Dear Members, Before you ask a consequential question make sure you already know the likely answer. The EGM on 7 December asked Members how they felt about our non-golf sporting facilities. We asked if they wanted additional Pickleball and new Padel Courts. We asked about the refurbishment of our swimming pool underpinnings now stretched beyond “end of life”. We asked if they were keen for a more logical and convenient gym location with upgraded amenities, a larger floor area and captivating views. We asked about a new pool pavilion for the younger set and families. We asked if Members desired more than just mediocrity and a ride in a time machine back to the 1990s when the pool side last received material attention.
We explained the need to look 10 years forward on what we and the next generation will need and desire. We informed Members that only 12 years ago, we had 3435 subscription paying Ordinary Members to 763 non-paying Seniors; a ratio of 4.5 young to each Senior. Today its just 2888 vs 1256, only 2.3 younger guns to offset each Senior. How is that sustainable? We clearly need more young Members and the facilities to attract them
We surveyed not just those who frequent the current facilities but those who don’t on why they don’t. Regardless, a hundred members will have a hundred different views. Trying to please everyone will end up pleasing no one. The defining question we put to members is whether the club after the renovations will be an improvement over what we had before.
Why the hurry? The obvious answer is the proverbial high rate of cost escalations. It is now very possibly more cost efficient to start a less than perfectly planned project immediately and pay variation orders for changes than to wait for all the stars to align and to start 18 months late. If we continue to execute without considering this very high time value of money, we will get the same results of blown budgets and truncated projects.
But its more than that. The Committee cycle is just 2 years. If the “sponsor” of a project obtains the requisite approvals in his or her first 6 months, there will be the continued ownership and accountability over a large part of the project life. Conversely a project started late in the “sponsors” term will become orphaned prematurely when the next Convenor takes over becoming someone else’s project, executed on a “have to” rather than a “want to” basis. That passion and urgency to perform is gone.
Dec 7 may have also been the last small window to appreciably improve our non-golfing facilities. When Members vote for the golf course renovation in the new year with a spend likely in the 70+m range, there could be little appetite for any more spending elsewhere. The train may not pass this way again for a long while.
Happily, when we asked our consequential question on 7 Dec, we already knew what Members wanted from our earlier interactions and indications. As ever, the very vocal minority kept The Committee on our toes turning our EGMs into an entertaining spectator sport. However, it was the silent majority who were overwhelmingly vocal with their votes to trade in mediocrity for facilities matching the club we have in our mind’s eye which we can all be so very proud to be members of.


* Task goal: Transcribe all of the records word for word, but omit the pictures.

((

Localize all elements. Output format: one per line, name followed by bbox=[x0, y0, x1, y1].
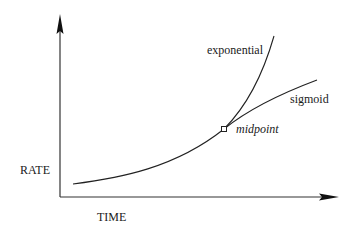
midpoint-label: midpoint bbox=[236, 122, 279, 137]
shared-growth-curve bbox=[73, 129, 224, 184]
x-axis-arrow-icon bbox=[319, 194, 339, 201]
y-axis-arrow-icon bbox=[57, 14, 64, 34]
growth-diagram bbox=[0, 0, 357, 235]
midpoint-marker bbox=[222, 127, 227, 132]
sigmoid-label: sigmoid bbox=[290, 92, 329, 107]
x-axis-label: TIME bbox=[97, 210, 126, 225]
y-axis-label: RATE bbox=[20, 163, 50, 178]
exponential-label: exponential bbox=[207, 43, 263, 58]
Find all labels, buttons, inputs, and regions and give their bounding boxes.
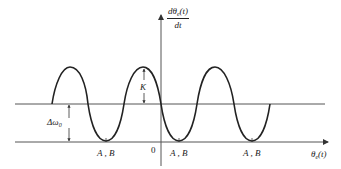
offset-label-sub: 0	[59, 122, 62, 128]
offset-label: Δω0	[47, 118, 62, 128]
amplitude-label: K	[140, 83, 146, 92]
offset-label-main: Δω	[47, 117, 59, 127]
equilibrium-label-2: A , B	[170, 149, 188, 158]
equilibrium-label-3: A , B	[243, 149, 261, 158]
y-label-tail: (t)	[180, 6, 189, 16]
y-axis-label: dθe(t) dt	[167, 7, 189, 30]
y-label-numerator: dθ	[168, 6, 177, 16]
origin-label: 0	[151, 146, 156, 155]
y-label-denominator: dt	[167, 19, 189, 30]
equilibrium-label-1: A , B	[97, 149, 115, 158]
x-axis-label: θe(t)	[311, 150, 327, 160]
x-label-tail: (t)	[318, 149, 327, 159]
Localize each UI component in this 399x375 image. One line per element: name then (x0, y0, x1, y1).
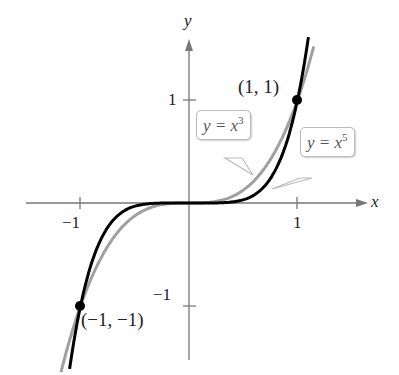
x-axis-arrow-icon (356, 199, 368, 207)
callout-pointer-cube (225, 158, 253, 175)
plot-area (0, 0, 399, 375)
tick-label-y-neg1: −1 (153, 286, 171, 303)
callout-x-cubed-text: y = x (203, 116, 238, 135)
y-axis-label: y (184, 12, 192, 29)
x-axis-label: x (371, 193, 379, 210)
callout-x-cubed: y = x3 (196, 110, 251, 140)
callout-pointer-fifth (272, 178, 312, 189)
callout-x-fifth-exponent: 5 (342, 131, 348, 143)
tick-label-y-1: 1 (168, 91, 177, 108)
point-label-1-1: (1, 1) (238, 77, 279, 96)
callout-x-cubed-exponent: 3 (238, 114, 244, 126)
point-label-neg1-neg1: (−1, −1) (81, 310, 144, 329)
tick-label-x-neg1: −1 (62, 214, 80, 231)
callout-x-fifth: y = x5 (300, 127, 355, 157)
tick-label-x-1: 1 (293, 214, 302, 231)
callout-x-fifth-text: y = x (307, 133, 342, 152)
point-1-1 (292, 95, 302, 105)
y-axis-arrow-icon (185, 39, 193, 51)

))

* Exercise answer:
Localize all elements. Output format: one per line, name followed by bbox=[x0, y0, x1, y1].
midpoint-label: midpoint bbox=[236, 122, 279, 137]
shared-growth-curve bbox=[73, 129, 224, 184]
x-axis-arrow-icon bbox=[319, 194, 339, 201]
y-axis-arrow-icon bbox=[57, 14, 64, 34]
growth-diagram bbox=[0, 0, 357, 235]
midpoint-marker bbox=[222, 127, 227, 132]
sigmoid-label: sigmoid bbox=[290, 92, 329, 107]
x-axis-label: TIME bbox=[97, 210, 126, 225]
y-axis-label: RATE bbox=[20, 163, 50, 178]
exponential-label: exponential bbox=[207, 43, 263, 58]
Find all labels, buttons, inputs, and regions and give their bounding boxes.
offset-label-sub: 0	[59, 122, 62, 128]
offset-label: Δω0	[47, 118, 62, 128]
amplitude-label: K	[140, 83, 146, 92]
offset-label-main: Δω	[47, 117, 59, 127]
equilibrium-label-2: A , B	[170, 149, 188, 158]
equilibrium-label-3: A , B	[243, 149, 261, 158]
y-label-tail: (t)	[180, 6, 189, 16]
y-axis-label: dθe(t) dt	[167, 7, 189, 30]
y-label-numerator: dθ	[168, 6, 177, 16]
origin-label: 0	[151, 146, 156, 155]
y-label-denominator: dt	[167, 19, 189, 30]
equilibrium-label-1: A , B	[97, 149, 115, 158]
x-axis-label: θe(t)	[311, 150, 327, 160]
x-label-tail: (t)	[318, 149, 327, 159]
Localize each UI component in this 399x375 image. One line per element: name then (x0, y0, x1, y1).
x-axis-arrow-icon (356, 199, 368, 207)
callout-pointer-cube (225, 158, 253, 175)
plot-area (0, 0, 399, 375)
tick-label-y-neg1: −1 (153, 286, 171, 303)
callout-x-cubed-text: y = x (203, 116, 238, 135)
y-axis-label: y (184, 12, 192, 29)
x-axis-label: x (371, 193, 379, 210)
callout-x-cubed: y = x3 (196, 110, 251, 140)
callout-pointer-fifth (272, 178, 312, 189)
callout-x-fifth-exponent: 5 (342, 131, 348, 143)
tick-label-y-1: 1 (168, 91, 177, 108)
point-label-1-1: (1, 1) (238, 77, 279, 96)
callout-x-cubed-exponent: 3 (238, 114, 244, 126)
point-label-neg1-neg1: (−1, −1) (81, 310, 144, 329)
tick-label-x-neg1: −1 (62, 214, 80, 231)
callout-x-fifth: y = x5 (300, 127, 355, 157)
tick-label-x-1: 1 (293, 214, 302, 231)
callout-x-fifth-text: y = x (307, 133, 342, 152)
point-1-1 (292, 95, 302, 105)
y-axis-arrow-icon (185, 39, 193, 51)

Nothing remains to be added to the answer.